Water is an easy way to rejuvenate our winter-weary spirits. Try hydrotherapy in your own bathroom to redirect blood flow, improve circulation, reduce stress, relax, and sleep better.

Cold Water Treatments

Invigorating and refreshing, cold-water treatments are easy and inexpensive ways to invigorate and rejuvenate. For best results never do cold-water treatments on a cold body. Cold on cold will make you shiver, whereas cold on warm will exercise blood vessels by diluting and tightening them, slightly changing your blood pressure.

To invigorate yourself during meetings or tiring shopping sprees go to the rest room and let cold water run over your wrists for several minutes. Or fill the sink with cold water and immerse both arms to just above the elbows. A 20- to 30-second arm bath is better than a cup of coffee - without the caffeine.

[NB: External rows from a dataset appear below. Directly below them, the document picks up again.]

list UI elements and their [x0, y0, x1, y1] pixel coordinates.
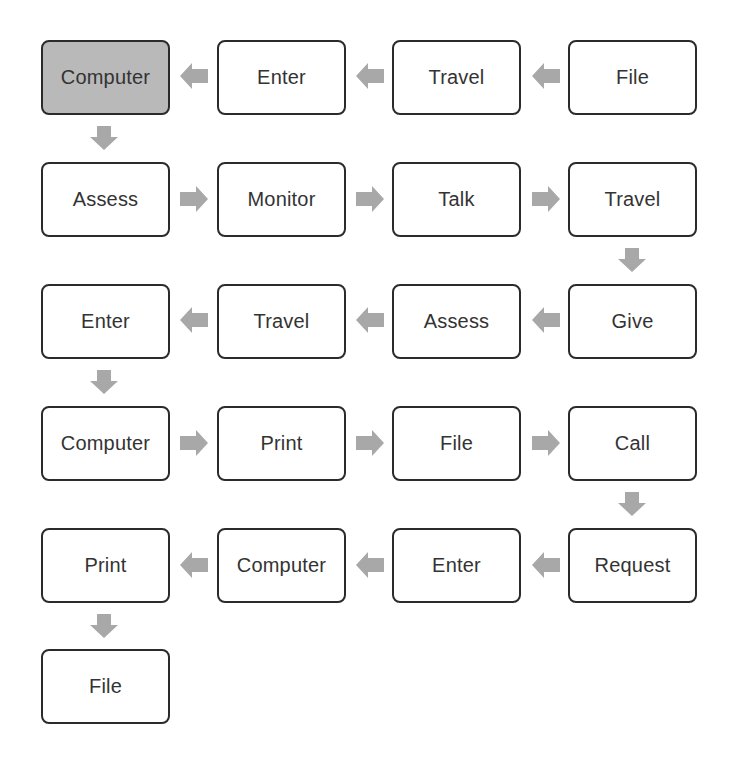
step-label: Travel [253, 310, 309, 333]
step-enter: Enter [41, 284, 170, 359]
step-file-end: File [41, 649, 170, 724]
step-print: Print [217, 406, 346, 481]
arrow-left-icon [532, 63, 560, 89]
arrow-left-icon [180, 552, 208, 578]
step-label: Print [260, 432, 302, 455]
step-talk: Talk [392, 162, 521, 237]
step-file: File [392, 406, 521, 481]
arrow-left-icon [180, 63, 208, 89]
step-enter: Enter [392, 528, 521, 603]
arrow-right-icon [532, 430, 560, 456]
arrow-right-icon [532, 186, 560, 212]
step-computer: Computer [41, 406, 170, 481]
arrow-left-icon [180, 307, 208, 333]
step-label: Enter [432, 554, 481, 577]
arrow-down-icon [618, 248, 646, 272]
step-label: Assess [424, 310, 490, 333]
step-label: File [616, 66, 649, 89]
step-label: Talk [438, 188, 474, 211]
step-label: Enter [257, 66, 306, 89]
step-computer: Computer [217, 528, 346, 603]
step-label: Monitor [247, 188, 315, 211]
step-travel: Travel [392, 40, 521, 115]
step-call: Call [568, 406, 697, 481]
step-label: Computer [237, 554, 326, 577]
step-label: Computer [61, 432, 150, 455]
step-label: Enter [81, 310, 130, 333]
arrow-left-icon [356, 307, 384, 333]
step-label: Travel [428, 66, 484, 89]
step-assess: Assess [392, 284, 521, 359]
step-file-start: File [568, 40, 697, 115]
step-label: Call [615, 432, 650, 455]
arrow-down-icon [90, 126, 118, 150]
step-label: Travel [604, 188, 660, 211]
arrow-right-icon [356, 430, 384, 456]
step-request: Request [568, 528, 697, 603]
arrow-right-icon [180, 430, 208, 456]
arrow-down-icon [90, 370, 118, 394]
step-label: Request [595, 554, 671, 577]
step-label: Print [84, 554, 126, 577]
arrow-right-icon [180, 186, 208, 212]
arrow-left-icon [532, 552, 560, 578]
step-give: Give [568, 284, 697, 359]
step-travel: Travel [568, 162, 697, 237]
step-computer-highlighted: Computer [41, 40, 170, 115]
step-label: Assess [73, 188, 139, 211]
step-label: File [89, 675, 122, 698]
step-label: Give [612, 310, 654, 333]
arrow-left-icon [532, 307, 560, 333]
arrow-down-icon [90, 614, 118, 638]
step-label: File [440, 432, 473, 455]
step-print: Print [41, 528, 170, 603]
step-enter: Enter [217, 40, 346, 115]
arrow-left-icon [356, 63, 384, 89]
step-assess: Assess [41, 162, 170, 237]
arrow-down-icon [618, 492, 646, 516]
step-label: Computer [61, 66, 150, 89]
step-monitor: Monitor [217, 162, 346, 237]
arrow-right-icon [356, 186, 384, 212]
arrow-left-icon [356, 552, 384, 578]
step-travel: Travel [217, 284, 346, 359]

Tired legs or swollen ankles? Sit on the edge of your bathtub and run cold water first over the right, then over the left leg. Or fill the bathtub three-quarters full of cold water and walk in it like a stork for 20 to 30 seconds, lifting one leg and then the other. The exchange of air and water will “massage” your legs. This most effectively relieves hot flashes, hot, restless, sore, or swollen legs, and promotes better sleep.

Alternate Hot and Cold Treatments

Touch of flu? Cold feet? Can’t fall asleep? The alternate footbath is for you. Warm water draws the blood to diluted blood vessels and then cold water pushes it back up into the body. The exchange massages the legs while at the same time stimulating the immune system and helping the nerves relax. Fill two containers that reach up to the knees, one with warm water and the other with cold. Sit with feet in the warm container for five minutes; then place them in the cold container for 20 seconds. Change twice, finishing with feet in the cold container. During this treatment it is imperative to stay warm, since the blood is redirected to your feet and back to the body twice. Dress warmly from the shoulders down to the knees.

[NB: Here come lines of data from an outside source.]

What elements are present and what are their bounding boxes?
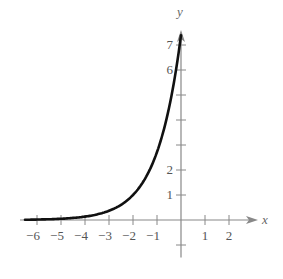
x-tick-label: −1	[146, 228, 160, 243]
exponential-curve	[25, 35, 181, 219]
y-axis-label: y	[175, 4, 183, 19]
x-tick-label: −5	[50, 228, 64, 243]
x-tick-label: 1	[202, 228, 209, 243]
y-tick-label: 1	[167, 187, 174, 202]
x-tick-label: 2	[226, 228, 233, 243]
x-tick-label: −6	[26, 228, 40, 243]
y-tick-label: 6	[167, 62, 174, 77]
chart-container: −6−5−4−3−2−1121267xy	[0, 0, 283, 279]
y-tick-label: 7	[167, 37, 174, 52]
x-axis-label: x	[261, 212, 268, 227]
exponential-graph: −6−5−4−3−2−1121267xy	[0, 0, 283, 279]
x-tick-label: −2	[122, 228, 136, 243]
y-tick-label: 2	[167, 162, 174, 177]
x-tick-label: −3	[98, 228, 112, 243]
x-tick-label: −4	[74, 228, 88, 243]
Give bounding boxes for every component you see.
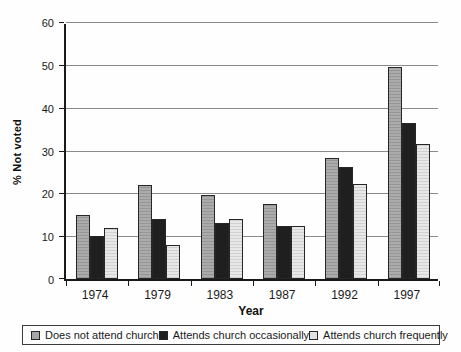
x-tick xyxy=(439,281,440,286)
bar-1992-series-2 xyxy=(353,184,367,279)
y-tick-label: 40 xyxy=(20,104,54,115)
bar-1992-series-1 xyxy=(339,167,353,279)
bar-1979-series-2 xyxy=(166,245,180,279)
y-tick-label: 50 xyxy=(20,61,54,72)
bar-chart-figure: % Not voted 0102030405060 19741979198319… xyxy=(0,0,461,352)
y-tick xyxy=(59,278,64,279)
bar-1983-series-0 xyxy=(201,195,215,279)
y-tick xyxy=(59,236,64,237)
bar-1983-series-2 xyxy=(229,219,243,279)
x-tick-label-1979: 1979 xyxy=(126,288,188,302)
legend: Does not attend churchAttends church occ… xyxy=(22,325,440,345)
bar-1987-series-2 xyxy=(291,226,305,279)
plot-area xyxy=(64,24,438,281)
bar-1992-series-0 xyxy=(325,158,339,279)
x-tick xyxy=(315,281,316,286)
bar-1997-series-0 xyxy=(388,67,402,279)
x-tick xyxy=(128,281,129,286)
bar-1987-series-0 xyxy=(263,204,277,279)
bar-1974-series-1 xyxy=(90,236,104,279)
y-tick-label: 20 xyxy=(20,189,54,200)
bar-1974-series-2 xyxy=(104,228,118,279)
bar-1997-series-1 xyxy=(402,123,416,279)
y-tick xyxy=(59,108,64,109)
bar-1979-series-1 xyxy=(152,219,166,279)
gridline-y-50 xyxy=(66,65,438,66)
y-tick xyxy=(59,151,64,152)
bar-1974-series-0 xyxy=(76,215,90,279)
bar-1997-series-2 xyxy=(416,144,430,279)
gridline-y-60 xyxy=(66,22,438,23)
gridline-y-10 xyxy=(66,236,438,237)
legend-swatch-icon xyxy=(159,331,168,340)
bar-1987-series-1 xyxy=(277,226,291,279)
gridline-y-30 xyxy=(66,151,438,152)
x-tick xyxy=(378,281,379,286)
y-tick xyxy=(59,193,64,194)
x-tick-label-1992: 1992 xyxy=(313,288,375,302)
x-tick xyxy=(191,281,192,286)
legend-item-2: Attends church frequently xyxy=(309,329,448,341)
gridline-y-40 xyxy=(66,108,438,109)
x-tick-label-1983: 1983 xyxy=(189,288,251,302)
y-tick xyxy=(59,65,64,66)
x-axis-title: Year xyxy=(64,304,438,318)
bar-1983-series-1 xyxy=(215,223,229,279)
y-tick xyxy=(59,22,64,23)
legend-item-0: Does not attend church xyxy=(31,329,159,341)
x-tick-label-1997: 1997 xyxy=(376,288,438,302)
legend-item-1: Attends church occasionally xyxy=(159,329,309,341)
x-tick-label-1987: 1987 xyxy=(251,288,313,302)
y-tick-label: 60 xyxy=(20,18,54,29)
legend-label: Attends church frequently xyxy=(323,329,448,341)
y-tick-label: 30 xyxy=(20,147,54,158)
bar-1979-series-0 xyxy=(138,185,152,279)
legend-label: Does not attend church xyxy=(45,329,159,341)
y-tick-label: 0 xyxy=(20,275,54,286)
legend-label: Attends church occasionally xyxy=(173,329,309,341)
x-tick xyxy=(66,281,67,286)
legend-swatch-icon xyxy=(31,331,40,340)
x-tick xyxy=(253,281,254,286)
y-tick-label: 10 xyxy=(20,232,54,243)
x-tick-label-1974: 1974 xyxy=(64,288,126,302)
legend-swatch-icon xyxy=(309,331,318,340)
gridline-y-20 xyxy=(66,193,438,194)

Headaches? Use a double sink to do a hot and cold bath for your arms. Immerse arms to above the elbows for five minutes in warm water, then for 20 seconds in cold. Repeat. The warm water will relieve tension in the neck and head by widening the blood vessels. The cold water reverses the process by drawing blood to the lower arms, helping to normalize the pressure that causes headaches.

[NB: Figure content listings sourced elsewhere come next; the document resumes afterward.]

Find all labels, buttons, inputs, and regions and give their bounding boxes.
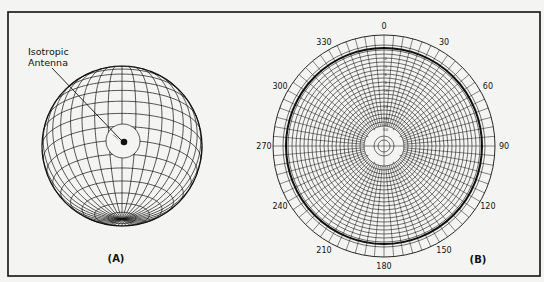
svg-text:-6: -6 <box>383 72 387 77</box>
angle-label-90: 90 <box>499 142 509 151</box>
svg-text:-20: -20 <box>382 104 389 109</box>
callout-line-2: Antenna <box>28 57 69 68</box>
svg-text:-50: -50 <box>382 127 389 132</box>
isotropic-antenna-callout: Isotropic Antenna <box>28 46 69 68</box>
svg-text:-30: -30 <box>382 116 389 121</box>
angle-label-0: 0 <box>381 22 386 31</box>
angle-label-120: 120 <box>480 202 495 211</box>
svg-text:-2: -2 <box>383 56 387 61</box>
callout-line-1: Isotropic <box>28 46 69 57</box>
angle-label-150: 150 <box>436 245 451 254</box>
svg-text:-4: -4 <box>383 64 387 69</box>
angle-label-210: 210 <box>316 245 331 254</box>
angle-label-300: 300 <box>272 82 287 91</box>
angle-label-60: 60 <box>483 82 493 91</box>
panel-a-label: (A) <box>108 253 125 264</box>
isotropic-sphere <box>42 66 202 226</box>
figure-canvas: -2-4-6-8-10-20-30-40-50 <box>0 0 544 282</box>
svg-text:-8: -8 <box>383 80 387 85</box>
svg-text:-10: -10 <box>382 88 389 93</box>
angle-label-330: 330 <box>316 38 331 47</box>
panel-b-label: (B) <box>470 254 487 265</box>
polar-plot: -2-4-6-8-10-20-30-40-50 <box>273 35 495 257</box>
angle-label-30: 30 <box>439 38 449 47</box>
angle-label-240: 240 <box>272 202 287 211</box>
angle-label-180: 180 <box>376 262 391 271</box>
antenna-point-icon <box>121 139 128 146</box>
angle-label-270: 270 <box>256 142 271 151</box>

A daily shower will also help you feel rejuvenated, especially when you finish with cold water. It will be easier to accept if you exhale while directing the cold water first at your feet and then up over the rest of your body.

A regular cold facial rinse keeps your skin young looking. One of the most regularly used treatments of hydrotherapy, it keeps the fine blood vessels and blood flow to the head active, providing the needed oxygen to improve eyesight and keep memory alive.

Hot Increasing or Decreasing Bath

A 20-minute bath at 39°C (102°F) with a herbal additive, such as rosemary for circulation, balm mint for sleep, eucalyptus for cold and flu, chamomile or lavender for dry itchy skin, is pure luxury and relaxation. Brush yourself under water with a bath brush or loofah to enhance the effect and absorption of the aromatic molecules. Finish with a quick cool shower. If you feel a cold or flu coming on, increase perspiration by continuing to add hot water to the bath and do not finish with cool water. Well-covered bed rest is then mandatory to normalize blood pressure and keep perspiring. Rinse after one hour’s rest and have a cool water rub down to end perspiration.

For the decreasing bath, start with water at 39°C (102°F). After eight to 10 minutes, add cold water, pushing it around you until it feels almost cold. Get out of the bath, dry, and rest in bed for half an hour. You will feel refreshed and ready to tackle the town.

Water therapy will add quality and maybe years to your life.

For more ideas on turning your bathroom into a personal spa, see Healing with Water, (alive Natural Health Guides 11, 2000). Giselle Roeder, a trained hydro-sauna therapist, has written for alive since 1975.